Sans Normal Makek 3 is a very bold, very wide, medium contrast, italic, normal x-height font visually similar to 'Enotria' by Aspro Type, 'Otoiwo Grotesk' by Pepper Type, and 'Base Neue' by Power Type (names referenced only for comparison).
Keywords: headlines, posters, sports branding, logos, packaging, sporty, dynamic, confident, retro, loud, impact, speed, branding, display, rounded, oblique, compact, chunky, streamlined.
A heavy, rounded sans with an emphatic rightward slant and broad, low counters that create a compact, horizontal feel. Strokes are thick and smooth with softly squared corners; terminals tend to look cut on an angle, reinforcing a fast, forward-leaning rhythm. Curves are generously rounded (notably in C, O, S, and the lowercase bowls), while diagonals in A, K, V, W, X, and Y feel sturdy and slightly compressed. The lowercase uses single-storey a and g, a tight-shouldered n/m, and a short, minimal r, keeping silhouettes chunky and simplified. Numerals are similarly rounded and dense, with open, readable forms and consistent oblique stress.
Best suited to large-scale display work where its mass and slant can carry impact—headlines, posters, event graphics, sports branding, and punchy logo lockups. It can also work on packaging or merchandising where a strong, compact wordmark is needed, especially in short phrases rather than long reading passages.
The font projects speed and impact—bold, assertive, and energetic—evoking sports branding and retro display typography. Its slanted stance and thick, rounded forms read as confident and attention-seeking, with a playful toughness rather than a refined or neutral tone.
The design appears intended to deliver maximum visual punch with a fast, forward-leaning posture and rounded, simplified letterforms. It prioritizes bold presence and a streamlined rhythm for branding and display settings where immediacy and energy are more important than quiet text comfort.
Spacing appears intentionally tight, and the broad shapes can create strong word images at larger sizes. The angled cuts in letters like E, F, L, T, and the punctuation-like terminals in several lowercase forms add a mechanical, aerodynamic flavor that keeps the design from feeling purely geometric.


- Task description -
Answer with one number only: the count of lines below that hold the word "text".

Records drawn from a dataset
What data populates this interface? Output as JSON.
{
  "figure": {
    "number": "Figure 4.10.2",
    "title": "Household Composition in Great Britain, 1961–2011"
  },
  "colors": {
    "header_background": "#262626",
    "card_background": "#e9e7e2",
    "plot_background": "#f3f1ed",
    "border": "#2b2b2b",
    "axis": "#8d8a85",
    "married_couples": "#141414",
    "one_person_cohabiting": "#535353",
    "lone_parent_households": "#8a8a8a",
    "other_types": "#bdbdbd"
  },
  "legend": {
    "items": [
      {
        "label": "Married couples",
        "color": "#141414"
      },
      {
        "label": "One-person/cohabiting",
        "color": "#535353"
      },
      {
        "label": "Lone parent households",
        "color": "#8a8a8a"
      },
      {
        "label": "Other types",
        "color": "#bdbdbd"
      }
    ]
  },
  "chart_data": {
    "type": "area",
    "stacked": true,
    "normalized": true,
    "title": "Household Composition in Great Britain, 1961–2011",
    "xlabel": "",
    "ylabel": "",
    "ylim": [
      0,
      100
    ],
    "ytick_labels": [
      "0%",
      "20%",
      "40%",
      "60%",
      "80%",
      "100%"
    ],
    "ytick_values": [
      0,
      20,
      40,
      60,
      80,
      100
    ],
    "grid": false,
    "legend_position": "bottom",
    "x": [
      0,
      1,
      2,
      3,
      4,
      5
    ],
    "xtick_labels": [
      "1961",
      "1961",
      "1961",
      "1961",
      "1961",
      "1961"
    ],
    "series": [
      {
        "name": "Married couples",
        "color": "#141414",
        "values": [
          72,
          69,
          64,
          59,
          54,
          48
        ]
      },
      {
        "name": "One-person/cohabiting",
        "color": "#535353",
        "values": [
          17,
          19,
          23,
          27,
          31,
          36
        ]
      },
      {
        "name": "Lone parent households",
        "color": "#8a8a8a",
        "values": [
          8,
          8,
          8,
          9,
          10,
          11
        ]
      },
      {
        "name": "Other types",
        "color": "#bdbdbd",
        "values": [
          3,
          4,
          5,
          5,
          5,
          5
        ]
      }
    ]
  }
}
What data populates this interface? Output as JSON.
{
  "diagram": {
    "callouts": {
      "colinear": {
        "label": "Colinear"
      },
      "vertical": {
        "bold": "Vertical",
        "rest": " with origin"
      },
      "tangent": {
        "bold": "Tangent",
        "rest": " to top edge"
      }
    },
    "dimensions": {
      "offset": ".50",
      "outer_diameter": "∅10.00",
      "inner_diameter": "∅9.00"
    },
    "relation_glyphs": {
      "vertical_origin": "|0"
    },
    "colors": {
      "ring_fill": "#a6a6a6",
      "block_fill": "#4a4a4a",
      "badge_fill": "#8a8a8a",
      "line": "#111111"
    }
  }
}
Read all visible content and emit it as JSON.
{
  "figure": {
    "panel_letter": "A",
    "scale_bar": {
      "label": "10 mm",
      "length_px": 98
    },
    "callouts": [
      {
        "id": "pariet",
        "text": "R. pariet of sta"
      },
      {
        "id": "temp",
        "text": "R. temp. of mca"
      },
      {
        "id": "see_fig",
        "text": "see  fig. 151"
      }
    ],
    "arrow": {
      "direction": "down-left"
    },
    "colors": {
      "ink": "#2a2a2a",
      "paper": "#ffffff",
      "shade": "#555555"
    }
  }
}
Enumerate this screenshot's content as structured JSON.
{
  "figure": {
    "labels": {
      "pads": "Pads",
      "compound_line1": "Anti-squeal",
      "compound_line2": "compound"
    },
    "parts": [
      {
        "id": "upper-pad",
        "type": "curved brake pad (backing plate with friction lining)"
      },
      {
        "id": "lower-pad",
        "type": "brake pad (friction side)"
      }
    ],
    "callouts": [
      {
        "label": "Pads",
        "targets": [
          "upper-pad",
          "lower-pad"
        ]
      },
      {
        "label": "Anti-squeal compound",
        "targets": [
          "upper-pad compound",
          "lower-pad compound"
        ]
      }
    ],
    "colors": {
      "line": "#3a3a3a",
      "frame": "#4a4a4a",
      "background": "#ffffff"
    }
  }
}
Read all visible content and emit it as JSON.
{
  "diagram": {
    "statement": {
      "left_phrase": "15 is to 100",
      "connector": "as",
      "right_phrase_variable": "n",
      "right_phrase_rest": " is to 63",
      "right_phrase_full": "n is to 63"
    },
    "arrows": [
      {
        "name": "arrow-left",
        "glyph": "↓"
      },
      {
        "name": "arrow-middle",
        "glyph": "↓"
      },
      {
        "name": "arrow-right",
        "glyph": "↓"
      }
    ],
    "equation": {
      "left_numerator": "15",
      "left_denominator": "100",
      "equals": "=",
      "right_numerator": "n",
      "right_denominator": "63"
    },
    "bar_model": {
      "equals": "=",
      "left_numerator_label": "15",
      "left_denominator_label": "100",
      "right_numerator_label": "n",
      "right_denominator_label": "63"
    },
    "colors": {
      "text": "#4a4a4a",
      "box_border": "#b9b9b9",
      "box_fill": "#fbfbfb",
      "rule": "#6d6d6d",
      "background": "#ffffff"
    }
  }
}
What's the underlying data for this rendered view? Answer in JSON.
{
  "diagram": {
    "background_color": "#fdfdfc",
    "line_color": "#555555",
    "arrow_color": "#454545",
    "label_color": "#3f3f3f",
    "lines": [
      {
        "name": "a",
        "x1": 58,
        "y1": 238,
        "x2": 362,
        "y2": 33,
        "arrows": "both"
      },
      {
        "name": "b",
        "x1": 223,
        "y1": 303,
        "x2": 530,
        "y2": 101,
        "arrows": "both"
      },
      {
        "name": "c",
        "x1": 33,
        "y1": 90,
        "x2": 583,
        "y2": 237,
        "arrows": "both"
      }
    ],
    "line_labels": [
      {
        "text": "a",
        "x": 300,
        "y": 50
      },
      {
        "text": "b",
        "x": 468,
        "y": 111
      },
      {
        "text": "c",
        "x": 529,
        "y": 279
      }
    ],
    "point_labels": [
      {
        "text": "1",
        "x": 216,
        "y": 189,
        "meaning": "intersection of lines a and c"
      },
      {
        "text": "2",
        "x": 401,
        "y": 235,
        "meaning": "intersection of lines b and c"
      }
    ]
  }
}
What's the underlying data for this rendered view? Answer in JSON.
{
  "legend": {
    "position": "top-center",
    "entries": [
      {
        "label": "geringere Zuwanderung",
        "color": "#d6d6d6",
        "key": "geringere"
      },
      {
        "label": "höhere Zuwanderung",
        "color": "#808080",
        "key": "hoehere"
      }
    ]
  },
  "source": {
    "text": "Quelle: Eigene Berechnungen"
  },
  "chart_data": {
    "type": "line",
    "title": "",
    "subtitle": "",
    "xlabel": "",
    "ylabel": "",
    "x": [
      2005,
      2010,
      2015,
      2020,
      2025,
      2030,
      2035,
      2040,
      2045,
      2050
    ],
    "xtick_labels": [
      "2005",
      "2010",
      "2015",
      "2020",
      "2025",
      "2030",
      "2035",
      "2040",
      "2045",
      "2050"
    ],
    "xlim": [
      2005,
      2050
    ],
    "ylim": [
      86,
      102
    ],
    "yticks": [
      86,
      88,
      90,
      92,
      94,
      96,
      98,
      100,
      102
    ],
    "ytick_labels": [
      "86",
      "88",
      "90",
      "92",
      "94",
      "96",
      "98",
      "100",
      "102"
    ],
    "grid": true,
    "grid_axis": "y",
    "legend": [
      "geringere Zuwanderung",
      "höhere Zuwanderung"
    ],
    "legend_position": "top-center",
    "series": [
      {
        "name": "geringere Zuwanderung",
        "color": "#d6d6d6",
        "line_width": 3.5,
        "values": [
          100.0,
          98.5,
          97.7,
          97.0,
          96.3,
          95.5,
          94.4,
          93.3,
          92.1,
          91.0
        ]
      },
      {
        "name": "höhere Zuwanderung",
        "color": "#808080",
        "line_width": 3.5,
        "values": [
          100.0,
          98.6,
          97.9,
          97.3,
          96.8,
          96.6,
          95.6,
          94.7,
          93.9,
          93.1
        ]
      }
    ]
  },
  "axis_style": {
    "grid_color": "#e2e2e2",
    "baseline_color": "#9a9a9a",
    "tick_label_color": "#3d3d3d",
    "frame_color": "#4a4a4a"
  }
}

- Written answer -
10